Friday, October 3, 2014

Tracks (opens in Cleveland October 3rd exclusively at the Cedar Lee Theatre)

[TRACKS opens in Cleveland on Friday October 3rd exclusively at the Cedar Lee Theatre.]


Review by Pamela Zoslov


It took decades for Robyn Davidson's Tracks to reach the screen. The book, a memoir of Australian writer Davidson's 1,700-mile trek across the deserts of west Australia in 1977, is extremely popular, especially among women, who apparently like Davidson's determination to make her journey on her own, accompanied only by her faithful dog and four camels to carry her gear.

Attempts to make a movie of Tracks, with Julia Roberts or Nicole Kidman, began even before the leading actress in the present film, Mia Wasikowski, was born, as pointed out on the imdb movie website. The film was directed by John Curran, who made a pleasing version of Somerset Maugham's The Painted Veil, and features extraordinary cinematography by Mandy Walker that embraces the rugged beauty of the Australian outback.

Marion Nelson's screenplay makes liberal use of the book's narration. Robyn Davidson (Wasikowski) describes herself as a nomad who is “at home nowhere.” Bored of city life and the self-indulgent ways of her class peers, Robyn explains, “I've always been drawn to the purity of the desert.” It is solitude, or what she calls privacy, that she seeks.

The film portrays Robyn as a complex, somewhat prickly character, more at home with animals than with people. In flashbacks, we see the childhood trauma that shaped her: her mother committed suicide and her father, unable to care for her, packed her off to live with his sister. Then as now, her affections were reserved primarily for animals; the pain of the memory is centered on her lost, beloved childhood dog.

Robyn's father was an explorer as well; his wanderlust stoked her determination to make the impossible-seeming walk from Alice Springs to the Indian Ocean – a journey that would take nine months. Before setting out, Robyn apprentices herself to a series of camel trainers, in order to learn about and acquire a few of the feral camels that roam western Australia (they were brought there during 19th-century colonization and released after being replaced by motorized transport). Though the camel trainers betray her, Robyn learns to relate to the magnificent, growly, beautifully ugly dromedaries. She acquires four: Dookie, Bub, Zeleika and a calf, Goliath.

Robyn sets out with her camels and her faithful dog, Diggety, but is beset by the humans she can barely tolerate. A group of friends arrives to camp out with her, and one of them brings along Rick Smolan, a travel photographer who helps her get National Geographic magazine to finance her trip, on the condition that she write an article and Smolan take the photographs.


Robyn is profoundly irritated by Smolan and his clickety-clicking Nikon, but knows his chatty presence is the price of her trip. Adam Driver, wearing shaggy late-'70s hair and wire-rimmed glasses, plays Smolan, who becomes Robyn's foil, friend and occasional lover. Great care has been taken to depict the scenes as they were photographed by the real Rick Smolan in National Geographic in 1978.

Robyn encounters a number of interesting aboriginals along the way. Mr. Eddy (Roly Mintuma), a respected aboriginal elder, serves as her guide on a difficult portion of her trek. She relates much more intimately to the aboriginals, whose language she doesn't share, than to people from her own world. Davidson is, in fact, a self-taught social anthropologist who has made a career of traveling with and studying nomadic peoples.

A disclaimer at the beginning of the film warns that aboriginal people might be upset by photographic images showing deceased relatives; a similar warning could be issued to animal lovers, who might recoil at the fates of some animals in the film. But, the incidents are based on true events, and they are sensitively handled.

The film revels in the landscape and in the relationships between Robyn and her dog and camels. Some might find the lengthy depiction of the “Camel Lady” walking across the desert a bit tedious. That contemplativeness, enhanced by a beautiful score by Garth Stevenson, is entirely the aim of this lovely film. 3 1/2 out of 4 stars.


EXERCISE BRIEF: In your copy, repeat each record exactly and include no pictures.

INPUT RECORDS:
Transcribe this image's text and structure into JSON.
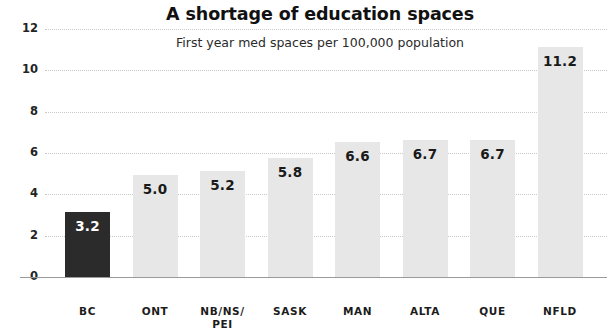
{
  "chart_data": {
    "type": "bar",
    "title": "A shortage of education spaces",
    "subtitle": "First year med spaces per 100,000 population",
    "xlabel": "",
    "ylabel": "",
    "categories": [
      "BC",
      "ONT",
      "NB/NS/ PEI",
      "SASK",
      "MAN",
      "ALTA",
      "QUE",
      "NFLD"
    ],
    "category_lines": [
      [
        "BC"
      ],
      [
        "ONT"
      ],
      [
        "NB/NS/",
        "PEI"
      ],
      [
        "SASK"
      ],
      [
        "MAN"
      ],
      [
        "ALTA"
      ],
      [
        "QUE"
      ],
      [
        "NFLD"
      ]
    ],
    "values": [
      3.2,
      5.0,
      5.2,
      5.8,
      6.6,
      6.7,
      6.7,
      11.2
    ],
    "value_labels": [
      "3.2",
      "5.0",
      "5.2",
      "5.8",
      "6.6",
      "6.7",
      "6.7",
      "11.2"
    ],
    "highlight_index": 0,
    "ylim": [
      0,
      12
    ],
    "yticks": [
      0,
      2,
      4,
      6,
      8,
      10,
      12
    ],
    "ytick_labels": [
      "0",
      "2",
      "4",
      "6",
      "8",
      "10",
      "12"
    ],
    "grid": true,
    "grid_style": "dotted",
    "legend": null,
    "colors": {
      "bar": "#e7e7e7",
      "bar_highlight": "#2b2b2b",
      "value_text": "#1a1a1a",
      "value_text_on_highlight": "#ffffff",
      "grid": "#c9c9c9",
      "axis": "#9a9a9a",
      "title": "#111111",
      "background": "#ffffff"
    }
  }
}
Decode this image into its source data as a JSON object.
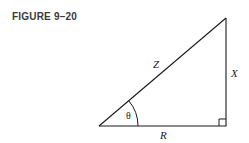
{
  "figure": {
    "caption": "FIGURE 9–20"
  },
  "diagram": {
    "type": "right-triangle",
    "labels": {
      "hypotenuse": "Z",
      "opposite": "X",
      "adjacent": "R",
      "angle": "θ"
    },
    "vertices": {
      "angle_vertex": [
        99,
        126
      ],
      "top_vertex": [
        226,
        18
      ],
      "right_angle_vertex": [
        226,
        126
      ]
    },
    "right_angle_marker": true,
    "line_color": "#1a1a1a"
  }
}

SOLUTION TO THE PROBLEM:
Transcribe this image's text and structure into JSON.
{
  "chart_data": {
    "type": "bar",
    "title": "A shortage of education spaces",
    "subtitle": "First year med spaces per 100,000 population",
    "xlabel": "",
    "ylabel": "",
    "categories": [
      "BC",
      "ONT",
      "NB/NS/ PEI",
      "SASK",
      "MAN",
      "ALTA",
      "QUE",
      "NFLD"
    ],
    "category_lines": [
      [
        "BC"
      ],
      [
        "ONT"
      ],
      [
        "NB/NS/",
        "PEI"
      ],
      [
        "SASK"
      ],
      [
        "MAN"
      ],
      [
        "ALTA"
      ],
      [
        "QUE"
      ],
      [
        "NFLD"
      ]
    ],
    "values": [
      3.2,
      5.0,
      5.2,
      5.8,
      6.6,
      6.7,
      6.7,
      11.2
    ],
    "value_labels": [
      "3.2",
      "5.0",
      "5.2",
      "5.8",
      "6.6",
      "6.7",
      "6.7",
      "11.2"
    ],
    "highlight_index": 0,
    "ylim": [
      0,
      12
    ],
    "yticks": [
      0,
      2,
      4,
      6,
      8,
      10,
      12
    ],
    "ytick_labels": [
      "0",
      "2",
      "4",
      "6",
      "8",
      "10",
      "12"
    ],
    "grid": true,
    "grid_style": "dotted",
    "legend": null,
    "colors": {
      "bar": "#e7e7e7",
      "bar_highlight": "#2b2b2b",
      "value_text": "#1a1a1a",
      "value_text_on_highlight": "#ffffff",
      "grid": "#c9c9c9",
      "axis": "#9a9a9a",
      "title": "#111111",
      "background": "#ffffff"
    }
  }
}
Decode this image into its source data as a JSON object.
{
  "figure": {
    "caption": "FIGURE 9–20"
  },
  "diagram": {
    "type": "right-triangle",
    "labels": {
      "hypotenuse": "Z",
      "opposite": "X",
      "adjacent": "R",
      "angle": "θ"
    },
    "vertices": {
      "angle_vertex": [
        99,
        126
      ],
      "top_vertex": [
        226,
        18
      ],
      "right_angle_vertex": [
        226,
        126
      ]
    },
    "right_angle_marker": true,
    "line_color": "#1a1a1a"
  }
}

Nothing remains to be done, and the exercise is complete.